A recent investigation led by Purdue University in the United States has highlighted a troubling concern regarding the accuracy of ChatGPT’s responses to programming inquiries. The study’s findings revealed that ChatGPT’s responses were erroneous in over half of the cases, and its sophisticated linguistic capabilities often led a substantial portion of participants astray.
The research team analyzed 517 programming queries sourced from Stack Overflow and assessed various aspects of ChatGPT’s answers, encompassing correctness, consistency, comprehensiveness, and brevity. Unfortunately, the results of the assessment were disappointing, unveiling that 52% of the provided answers were incorrect, and a significant 77% were unnecessarily lengthy. What added further apprehension was the observation that the AI’s eloquent and systematic language style frequently confounded participants. Only in instances where the mistakes were glaringly apparent were the participants able to discern the inaccuracies.

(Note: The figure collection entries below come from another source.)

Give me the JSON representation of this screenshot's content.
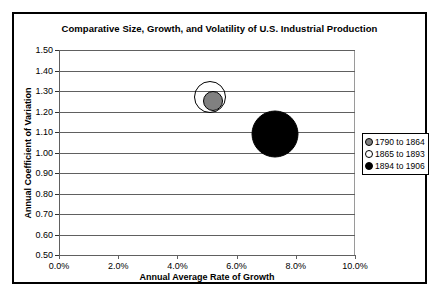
{
  "chart_data": {
    "type": "scatter",
    "title": "Comparative Size, Growth, and Volatility of U.S. Industrial Production",
    "xlabel": "Annual Average Rate of Growth",
    "ylabel": "Annual Coefficient of Variation",
    "xlim": [
      0.0,
      10.0
    ],
    "ylim": [
      0.5,
      1.5
    ],
    "xticks": [
      "0.0%",
      "2.0%",
      "4.0%",
      "6.0%",
      "8.0%",
      "10.0%"
    ],
    "xtick_values": [
      0.0,
      2.0,
      4.0,
      6.0,
      8.0,
      10.0
    ],
    "yticks": [
      "0.50",
      "0.60",
      "0.70",
      "0.80",
      "0.90",
      "1.00",
      "1.10",
      "1.20",
      "1.30",
      "1.40",
      "1.50"
    ],
    "ytick_values": [
      0.5,
      0.6,
      0.7,
      0.8,
      0.9,
      1.0,
      1.1,
      1.2,
      1.3,
      1.4,
      1.5
    ],
    "grid": "horizontal",
    "legend_position": "right",
    "series": [
      {
        "name": "1790 to 1864",
        "marker": "filled-circle",
        "color": "#808080",
        "x": 5.2,
        "y": 1.25,
        "bubble_diameter_px": 20
      },
      {
        "name": "1865 to 1893",
        "marker": "hollow-circle",
        "color": "#ffffff",
        "x": 5.1,
        "y": 1.27,
        "bubble_diameter_px": 32
      },
      {
        "name": "1894 to 1906",
        "marker": "filled-circle",
        "color": "#000000",
        "x": 7.3,
        "y": 1.09,
        "bubble_diameter_px": 47
      }
    ]
  }
}
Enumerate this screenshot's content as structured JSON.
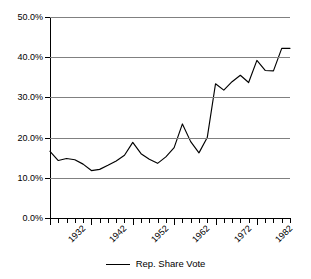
{
  "chart_data": {
    "type": "line",
    "title": "",
    "xlabel": "",
    "ylabel": "",
    "xlim": [
      1932,
      1990
    ],
    "ylim": [
      0,
      50
    ],
    "grid": true,
    "legend_position": "bottom",
    "y_ticks": [
      0,
      10,
      20,
      30,
      40,
      50
    ],
    "y_tick_labels": [
      "0.0%",
      "10.0%",
      "20.0%",
      "30.0%",
      "40.0%",
      "50.0%"
    ],
    "x_tick_labels": [
      "1932",
      "1942",
      "1952",
      "1962",
      "1972",
      "1982"
    ],
    "x_tick_values": [
      1932,
      1942,
      1952,
      1962,
      1972,
      1982
    ],
    "x_minor_step": 2,
    "series": [
      {
        "name": "Rep. Share Vote",
        "color": "#000000",
        "x": [
          1932,
          1934,
          1936,
          1938,
          1940,
          1942,
          1944,
          1946,
          1948,
          1950,
          1952,
          1954,
          1956,
          1958,
          1960,
          1962,
          1964,
          1966,
          1968,
          1970,
          1972,
          1974,
          1976,
          1978,
          1980,
          1982,
          1984,
          1986,
          1988,
          1990
        ],
        "values": [
          16.6,
          14.3,
          14.8,
          14.5,
          13.4,
          11.8,
          12.1,
          13.1,
          14.2,
          15.6,
          18.8,
          16.0,
          14.6,
          13.6,
          15.2,
          17.5,
          23.4,
          19.0,
          16.2,
          20.0,
          33.4,
          31.8,
          33.9,
          35.5,
          33.7,
          39.2,
          36.7,
          36.6,
          42.2,
          42.2
        ],
        "note": "values read from gridlines; biennial series"
      }
    ]
  },
  "legend": {
    "entries": [
      {
        "label": "Rep. Share Vote",
        "color": "#000000"
      }
    ]
  },
  "axes": {
    "y": {
      "min": 0,
      "max": 50,
      "step": 10,
      "unit": "%"
    },
    "x": {
      "min": 1932,
      "max": 1990,
      "step": 2,
      "label_step": 10
    }
  }
}
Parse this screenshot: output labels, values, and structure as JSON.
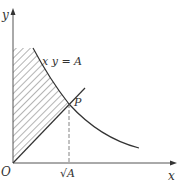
{
  "diagram": {
    "axes": {
      "x_label": "x",
      "y_label": "y",
      "origin_label": "O"
    },
    "curve_label": "x y = A",
    "point_label": "P",
    "tick_label_sqrtA": "√A",
    "colors": {
      "stroke": "#333333",
      "axis": "#555555",
      "hatch": "#444444",
      "background": "#ffffff"
    }
  }
}
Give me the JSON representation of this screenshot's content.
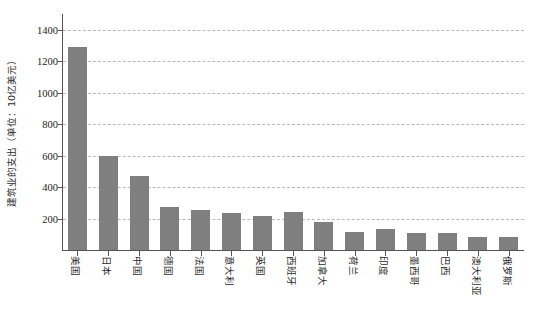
{
  "chart_data": {
    "type": "bar",
    "title": "",
    "subtitle": "",
    "xlabel": "",
    "ylabel": "建筑业的支出（单位：10亿美元）",
    "ylim": [
      0,
      1500
    ],
    "yticks": [
      200,
      400,
      600,
      800,
      1000,
      1200,
      1400
    ],
    "ytick_labels": [
      "200",
      "400",
      "600",
      "800",
      "1000",
      "1200",
      "1400"
    ],
    "grid": true,
    "legend": false,
    "legend_position": "none",
    "bar_color": "#7f7f7f",
    "categories": [
      "美国",
      "日本",
      "中国",
      "德国",
      "法国",
      "意大利",
      "英国",
      "西班牙",
      "加拿大",
      "荷兰",
      "印度",
      "墨西哥",
      "巴西",
      "澳大利亚",
      "俄罗斯"
    ],
    "values": [
      1290,
      600,
      470,
      275,
      255,
      235,
      215,
      240,
      180,
      115,
      135,
      110,
      110,
      85,
      80
    ]
  },
  "axes": {
    "y_axis_color": "#555555",
    "x_axis_color": "#555555",
    "gridline_color": "#b8b8b8"
  }
}
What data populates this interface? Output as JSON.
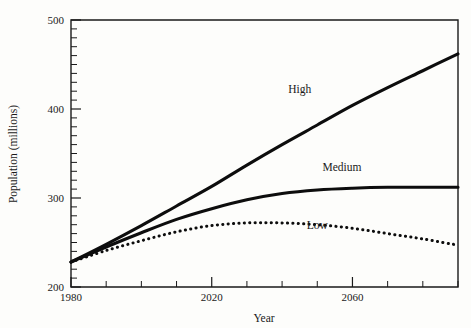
{
  "chart_data": {
    "type": "line",
    "title": "",
    "xlabel": "Year",
    "ylabel": "Population (millions)",
    "xlim": [
      1980,
      2090
    ],
    "ylim": [
      200,
      500
    ],
    "grid": false,
    "legend_position": "inline-annotations",
    "x_ticks_major": [
      1980,
      2020,
      2060
    ],
    "x_tick_labels": [
      "1980",
      "2020",
      "2060"
    ],
    "x_tick_minor_step": 10,
    "y_ticks_major": [
      200,
      300,
      400,
      500
    ],
    "y_tick_labels": [
      "200",
      "300",
      "400",
      "500"
    ],
    "y_tick_minor_step": 10,
    "x": [
      1980,
      1990,
      2000,
      2010,
      2020,
      2030,
      2040,
      2050,
      2060,
      2070,
      2080,
      2090
    ],
    "series": [
      {
        "name": "High",
        "style": "solid",
        "label": "High",
        "values": [
          228,
          248,
          269,
          291,
          313,
          337,
          360,
          382,
          404,
          424,
          443,
          462
        ]
      },
      {
        "name": "Medium",
        "style": "solid",
        "label": "Medium",
        "values": [
          228,
          245,
          261,
          276,
          288,
          298,
          305,
          309,
          311,
          312,
          312,
          312
        ]
      },
      {
        "name": "Low",
        "style": "dotted",
        "label": "Low",
        "values": [
          228,
          241,
          252,
          262,
          269,
          272,
          272,
          270,
          266,
          260,
          254,
          247
        ]
      }
    ],
    "annotations": [
      {
        "text": "High",
        "x": 2045,
        "y": 418
      },
      {
        "text": "Medium",
        "x": 2057,
        "y": 330
      },
      {
        "text": "Low",
        "x": 2050,
        "y": 265
      }
    ],
    "colors": {
      "ink": "#0d0d0d",
      "axis": "#1a1a1a",
      "background": "#fdfdfb"
    }
  }
}
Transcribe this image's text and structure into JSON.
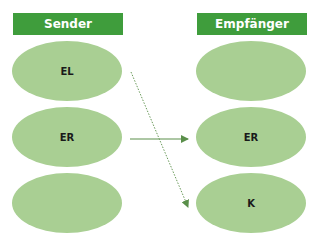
{
  "colors": {
    "header_bg": "#3f9d3c",
    "header_text": "#ffffff",
    "node_fill": "#a9cf93",
    "arrow": "#5a8f4a"
  },
  "sender": {
    "title": "Sender",
    "nodes": [
      {
        "label": "EL"
      },
      {
        "label": "ER"
      },
      {
        "label": ""
      }
    ]
  },
  "receiver": {
    "title": "Empfänger",
    "nodes": [
      {
        "label": ""
      },
      {
        "label": "ER"
      },
      {
        "label": "K"
      }
    ]
  },
  "edges": [
    {
      "from": "sender.EL",
      "to": "receiver.K",
      "style": "dotted"
    },
    {
      "from": "sender.ER",
      "to": "receiver.ER",
      "style": "solid"
    }
  ]
}
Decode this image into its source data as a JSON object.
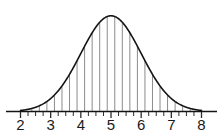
{
  "chart_data": {
    "type": "area",
    "title": "",
    "subtitle": "",
    "xlabel": "",
    "ylabel": "",
    "curve": {
      "distribution": "normal",
      "mean": 5,
      "stddev": 1,
      "peak_x": 5,
      "peak_y": 1.0
    },
    "xlim": [
      2,
      8
    ],
    "ylim": [
      0,
      1.05
    ],
    "grid": false,
    "legend": false,
    "legend_position": "none",
    "x_major_ticks": [
      2,
      3,
      4,
      5,
      6,
      7,
      8
    ],
    "x_tick_labels": [
      "2",
      "3",
      "4",
      "5",
      "6",
      "7",
      "8"
    ],
    "x_minor_tick_step": 0.25,
    "strip_step": 0.25,
    "strip_x_start": 2.375,
    "strip_x_end": 7.625,
    "x": [
      2.0,
      2.125,
      2.25,
      2.375,
      2.5,
      2.625,
      2.75,
      2.875,
      3.0,
      3.125,
      3.25,
      3.375,
      3.5,
      3.625,
      3.75,
      3.875,
      4.0,
      4.125,
      4.25,
      4.375,
      4.5,
      4.625,
      4.75,
      4.875,
      5.0,
      5.125,
      5.25,
      5.375,
      5.5,
      5.625,
      5.75,
      5.875,
      6.0,
      6.125,
      6.25,
      6.375,
      6.5,
      6.625,
      6.75,
      6.875,
      7.0,
      7.125,
      7.25,
      7.375,
      7.5,
      7.625,
      7.75,
      7.875,
      8.0
    ],
    "y": [
      0.011,
      0.016,
      0.022,
      0.03,
      0.044,
      0.059,
      0.079,
      0.104,
      0.135,
      0.173,
      0.217,
      0.269,
      0.325,
      0.387,
      0.457,
      0.527,
      0.607,
      0.68,
      0.754,
      0.821,
      0.882,
      0.93,
      0.969,
      0.992,
      1.0,
      0.992,
      0.969,
      0.93,
      0.882,
      0.821,
      0.754,
      0.68,
      0.607,
      0.527,
      0.457,
      0.387,
      0.325,
      0.269,
      0.217,
      0.173,
      0.135,
      0.104,
      0.079,
      0.059,
      0.044,
      0.03,
      0.022,
      0.016,
      0.011
    ],
    "colors": {
      "curve": "#141414",
      "strip": "#8c8c8c",
      "axis": "#141414",
      "tick": "#2b2b2b",
      "label": "#1a1a1a",
      "background": "#ffffff"
    }
  }
}
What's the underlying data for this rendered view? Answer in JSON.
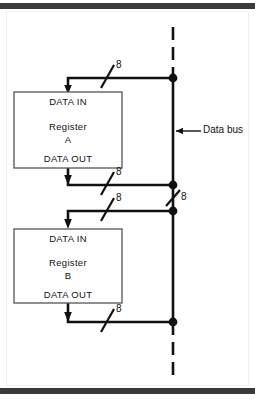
{
  "figure": {
    "background_color": "#ffffff",
    "ink_color": "#111111",
    "band_color": "#3a3a3a",
    "registers": [
      {
        "id": "register-a",
        "data_in_label": "DATA IN",
        "name_label": "Register",
        "designator_label": "A",
        "data_out_label": "DATA OUT",
        "input_width_label": "8",
        "output_width_label": "8"
      },
      {
        "id": "register-b",
        "data_in_label": "DATA IN",
        "name_label": "Register",
        "designator_label": "B",
        "data_out_label": "DATA OUT",
        "input_width_label": "8",
        "output_width_label": "8"
      }
    ],
    "bus": {
      "label": "Data bus",
      "width_label": "8",
      "style": "dashed-ends"
    }
  }
}
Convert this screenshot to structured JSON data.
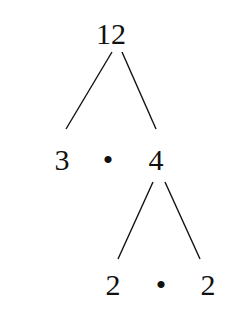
{
  "diagram": {
    "type": "factor-tree",
    "root": "12",
    "level1": {
      "left": "3",
      "operator": "•",
      "right": "4"
    },
    "level2": {
      "left": "2",
      "operator": "•",
      "right": "2"
    }
  }
}
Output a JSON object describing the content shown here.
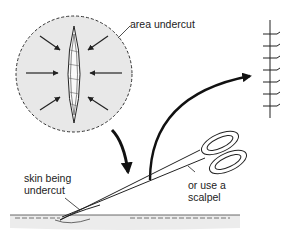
{
  "diagram": {
    "type": "medical-procedure-illustration",
    "labels": {
      "area_undercut": "area undercut",
      "skin_line1": "skin being",
      "skin_line2": "undercut",
      "alt_line1": "or use a",
      "alt_line2": "scalpel"
    },
    "elements": [
      "circular-inset-shaded-area",
      "elliptical-wound-incision",
      "eight-inward-arrows",
      "curved-arrow-down",
      "curved-arrow-up-right",
      "sutured-wound-result",
      "scissors",
      "skin-cross-section"
    ],
    "colors": {
      "shade": "#e6e6e6",
      "line": "#222222"
    }
  }
}
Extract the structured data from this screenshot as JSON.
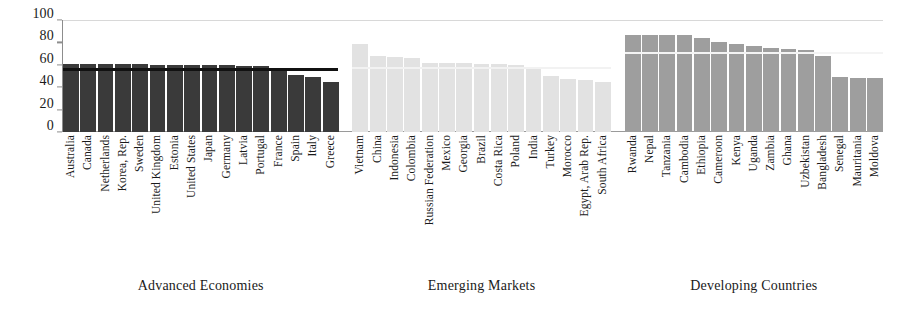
{
  "chart_data": {
    "type": "bar",
    "title": "",
    "subtitle": "",
    "xlabel": "",
    "ylabel": "",
    "ylim": [
      0,
      100
    ],
    "yticks": [
      0,
      20,
      40,
      60,
      80,
      100
    ],
    "grid": false,
    "legend_position": "none",
    "orientation": "vertical",
    "groups": [
      {
        "name": "Advanced Economies",
        "color": "#3a3a3a",
        "average_line_value": 57,
        "average_line_color": "#111111",
        "categories": [
          "Australia",
          "Canada",
          "Netherlands",
          "Korea, Rep.",
          "Sweden",
          "United Kingdom",
          "Estonia",
          "United States",
          "Japan",
          "Germany",
          "Latvia",
          "Portugal",
          "France",
          "Spain",
          "Italy",
          "Greece"
        ],
        "values": [
          61,
          61,
          61,
          61,
          61,
          60,
          60,
          60,
          60,
          60,
          59,
          59,
          55,
          51,
          49,
          45
        ]
      },
      {
        "name": "Emerging Markets",
        "color": "#e2e2e2",
        "average_line_value": 58,
        "average_line_color": "#f2f2f2",
        "categories": [
          "Vietnam",
          "China",
          "Indonesia",
          "Colombia",
          "Russian Federation",
          "Mexico",
          "Georgia",
          "Brazil",
          "Costa Rica",
          "Poland",
          "India",
          "Turkey",
          "Morocco",
          "Egypt, Arab Rep.",
          "South Africa"
        ],
        "values": [
          79,
          68,
          67,
          66,
          62,
          62,
          62,
          61,
          61,
          60,
          56,
          50,
          47,
          46,
          45
        ]
      },
      {
        "name": "Developing Countries",
        "color": "#9e9e9e",
        "average_line_value": 71,
        "average_line_color": "#f4f4f4",
        "categories": [
          "Rwanda",
          "Nepal",
          "Tanzania",
          "Cambodia",
          "Ethiopia",
          "Cameroon",
          "Kenya",
          "Uganda",
          "Zambia",
          "Ghana",
          "Uzbekistan",
          "Bangladesh",
          "Senegal",
          "Mauritania",
          "Moldova"
        ],
        "values": [
          87,
          87,
          87,
          87,
          84,
          80,
          79,
          77,
          75,
          74,
          73,
          68,
          49,
          48,
          48
        ]
      }
    ]
  }
}
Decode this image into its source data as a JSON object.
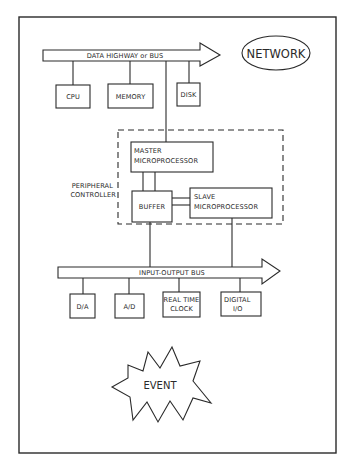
{
  "diagram": {
    "network": {
      "label": "NETWORK"
    },
    "data_bus": {
      "label": "DATA HIGHWAY or BUS"
    },
    "data_bus_devices": [
      {
        "id": "cpu",
        "label": "CPU"
      },
      {
        "id": "memory",
        "label": "MEMORY"
      },
      {
        "id": "disk",
        "label": "DISK"
      }
    ],
    "peripheral_controller": {
      "label_line1": "PERIPHERAL",
      "label_line2": "CONTROLLER",
      "master": {
        "line1": "MASTER",
        "line2": "MICROPROCESSOR"
      },
      "buffer": {
        "label": "BUFFER"
      },
      "slave": {
        "line1": "SLAVE",
        "line2": "MICROPROCESSOR"
      }
    },
    "io_bus": {
      "label": "INPUT-OUTPUT BUS"
    },
    "io_devices": [
      {
        "id": "da",
        "line1": "D/A",
        "line2": ""
      },
      {
        "id": "ad",
        "line1": "A/D",
        "line2": ""
      },
      {
        "id": "rtc",
        "line1": "REAL TIME",
        "line2": "CLOCK"
      },
      {
        "id": "dio",
        "line1": "DIGITAL",
        "line2": "I/O"
      }
    ],
    "event": {
      "label": "EVENT"
    }
  }
}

Despite the inaccuracies, nearly 40% of the participants favored ChatGPT’s responses. However, an alarming 77% of these preferred responses turned out to be wrong. The researchers, including figures like Samia Kabir, David Udo-Imeh, Bonan Kou, and Assistant Professor Tianyi Zhang, clarified that many errors stemmed from ChatGPT’s inability to grasp the contextual subtleties of the questions.
These revelations present a compelling argument that existing generative AI, in its current form, may not be a suitable tool for aiding in code generation and could even yield counterproductive outcomes. Recognizing this reality, various tech giants like Google, Apple, Amazon, and Samsung have issued alerts or imposed restrictions on the use of generative AI for code suggestions.
Reports indicate that OpenAI is actively developing its upcoming GPT iteration, GPT-5, which is anticipated to rectify these issues.